Could AI-powered object recognition technology help solve wheat disease?

“One of the novel aspects of this breakthrough is that we trained our network to detect minutely damaged kernels with high enough accuracy using only a few images. We accomplished this through meticulous data pre-processing, transfer learning, and bootstrapping of labeling activities” Chowdhary explains. “This is yet another significant victory for machine learning and AI in agriculture and society.”

“This project builds on the AIFARMS National AI Institute and the Center for Digital Agriculture here at Illinois to leverage the power of AI for agriculture,” he adds.

When the technology successfully detected fusarium damage – small, shriveled, gray, or chalky kernels – it could also predict the grain’s toxin load; the more external signs of damage, the higher the DON content.

When the researchers tested the machine learning technology on its own, it predicted DON levels better than in-field ratings of disease symptoms, which breeders frequently use instead of kernel phenotyping to save time and resources.
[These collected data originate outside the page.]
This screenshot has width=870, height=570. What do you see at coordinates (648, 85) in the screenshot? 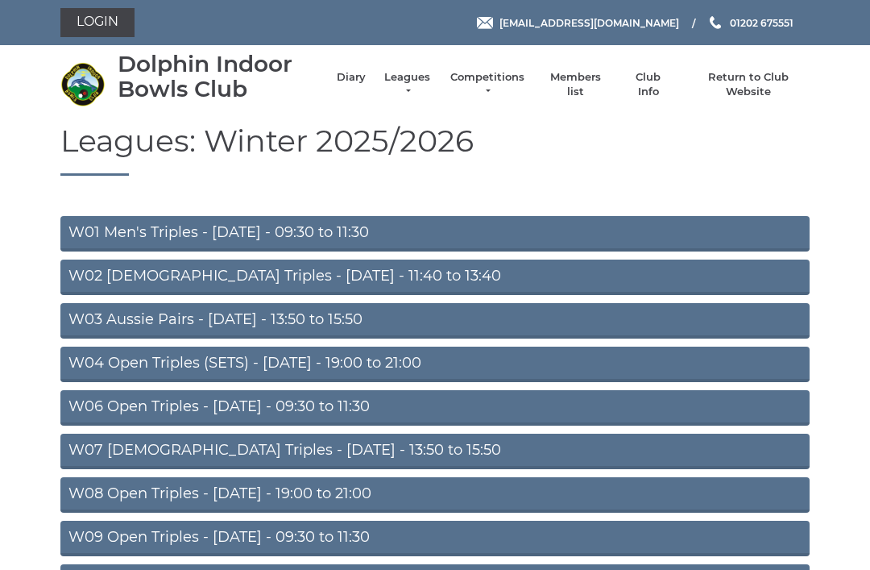
I see `a: Club Info` at bounding box center [648, 85].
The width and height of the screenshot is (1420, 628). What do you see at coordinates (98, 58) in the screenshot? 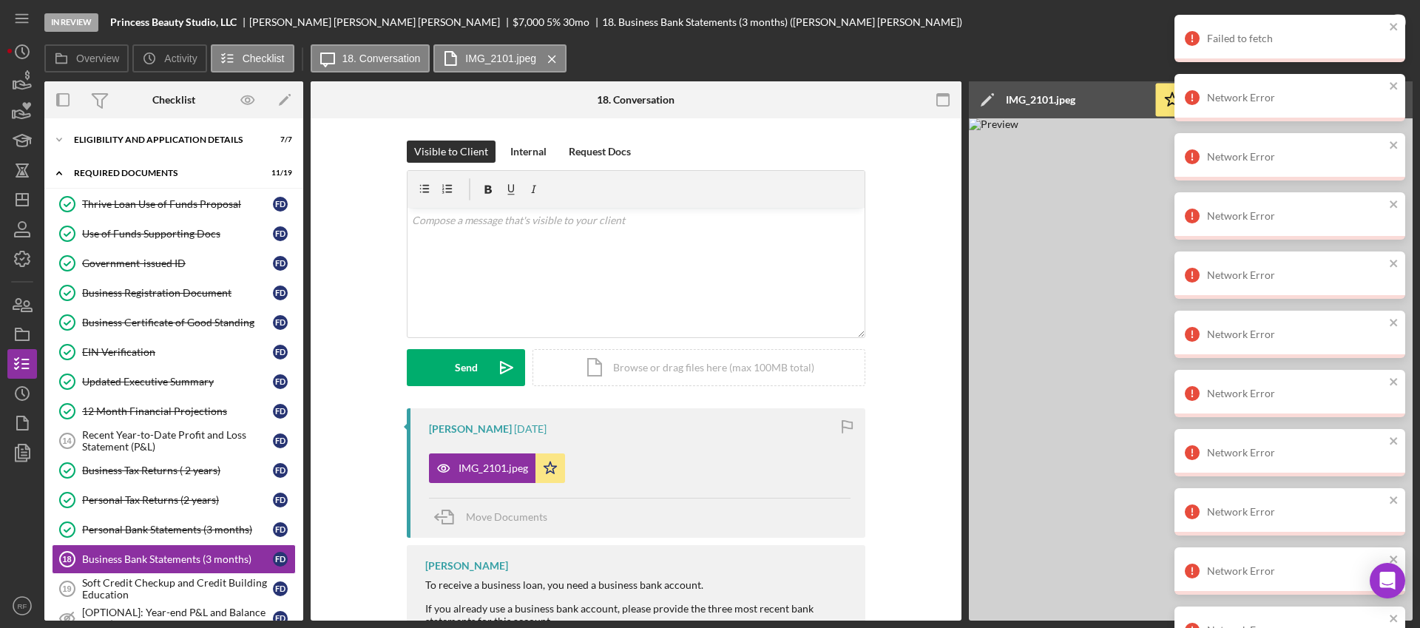
I see `label: Overview` at bounding box center [98, 58].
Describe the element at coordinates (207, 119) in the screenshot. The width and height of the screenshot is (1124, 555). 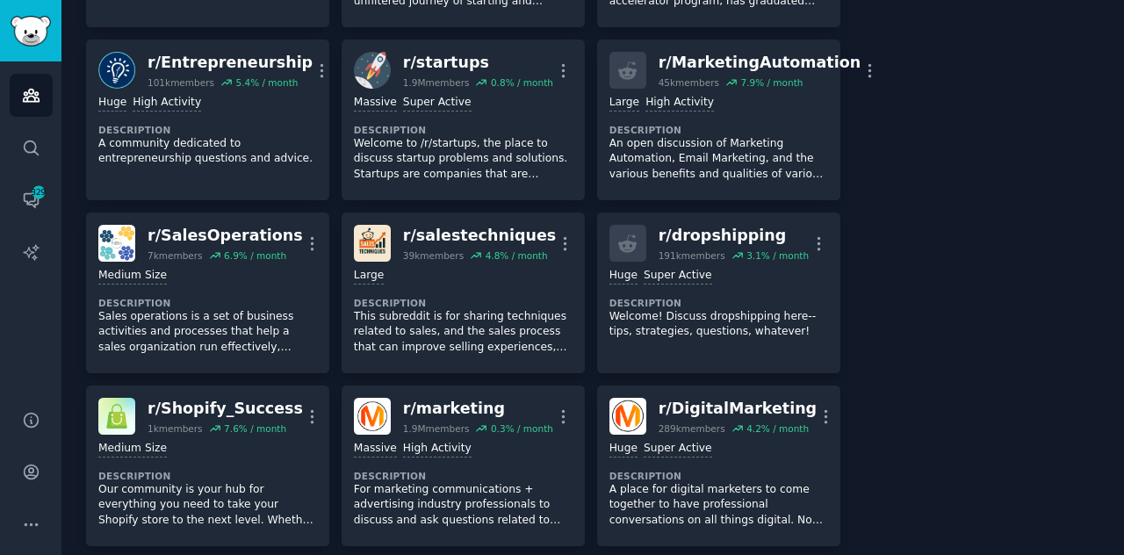
I see `a: Entrepreneurshipr/Entrepreneurship101kmembers5.4% / monthHugeHigh ActivityDescriptionA community ...` at that location.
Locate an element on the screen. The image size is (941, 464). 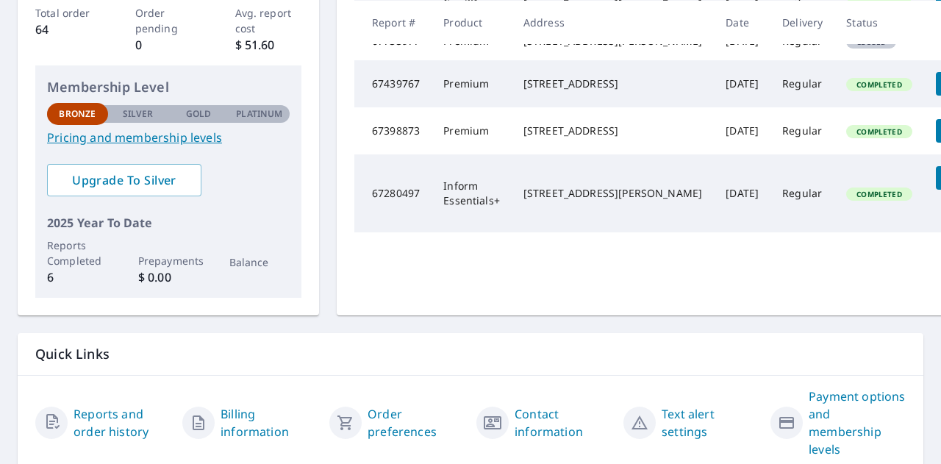
p: Quick Links is located at coordinates (470, 354).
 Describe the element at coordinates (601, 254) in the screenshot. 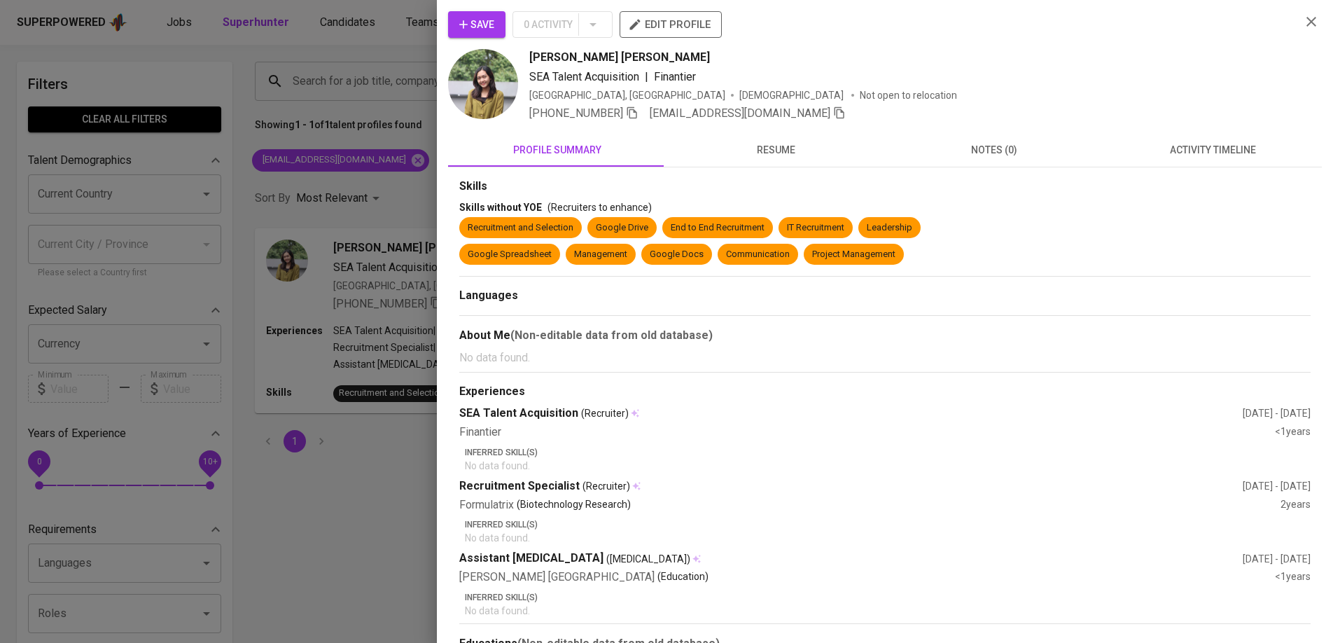

I see `div: Management` at that location.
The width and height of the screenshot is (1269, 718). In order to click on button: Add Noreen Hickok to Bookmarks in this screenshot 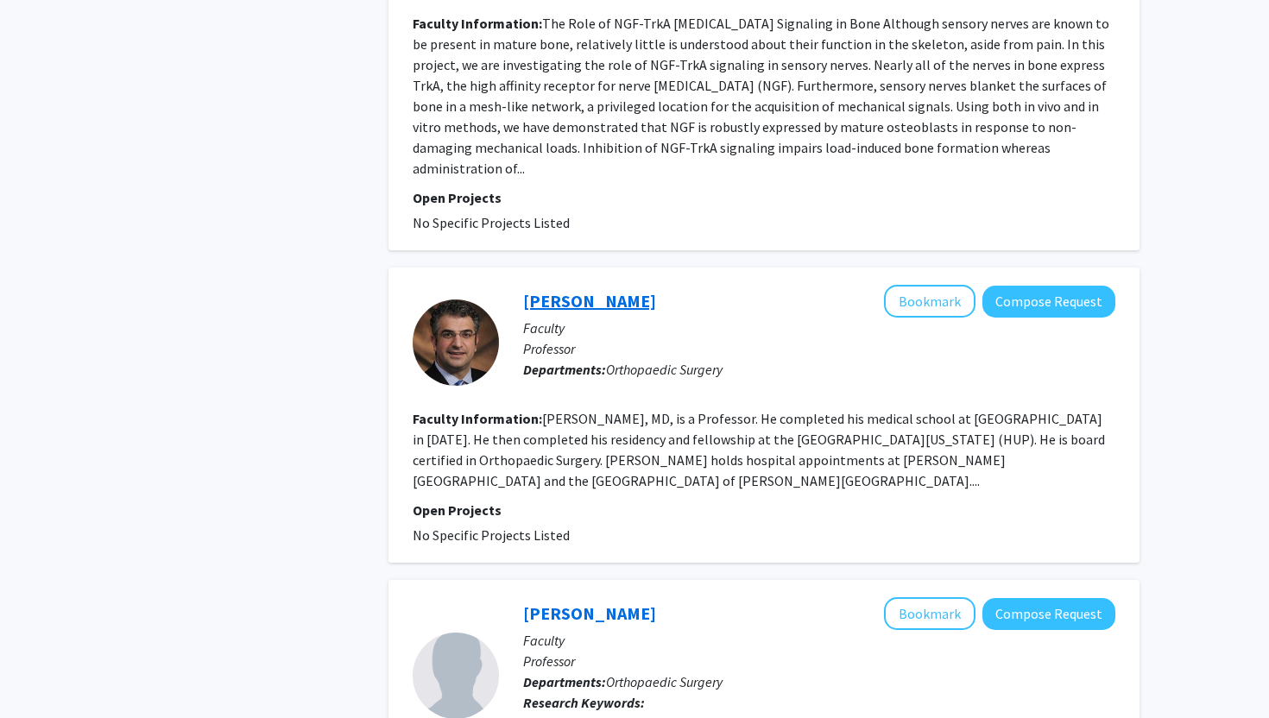, I will do `click(929, 614)`.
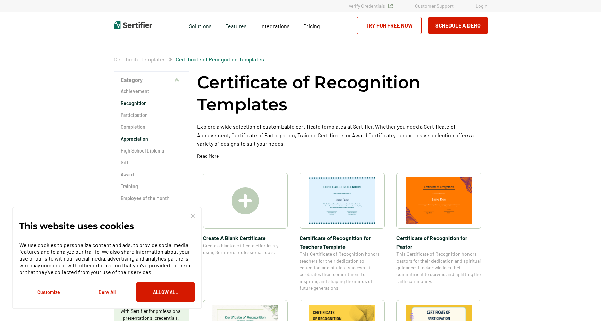  What do you see at coordinates (151, 175) in the screenshot?
I see `a: Award` at bounding box center [151, 175].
However, when compared to humans in the lab rating disease damage on kernels, the technology was only 60% as accurate.

The researchers are still encouraged, though, as their initial tests didn’t use a large number of samples to train the model. They’re currently adding samples and expect to achieve greater accuracy with additional tweaking.

“While additional training is required to improve our model’s capabilities, preliminary testing shows promising results and demonstrates the possibility of providing an automated and objective phenotyping method for fusarium damaged kernels that could be widely deployed to support resistance breeding efforts,” Wu says.

The ultimate goal, according to Rutkoski, is to create an online portal where breeders like her can upload cell phone photos of wheat kernels for automatic fusarium damage scoring.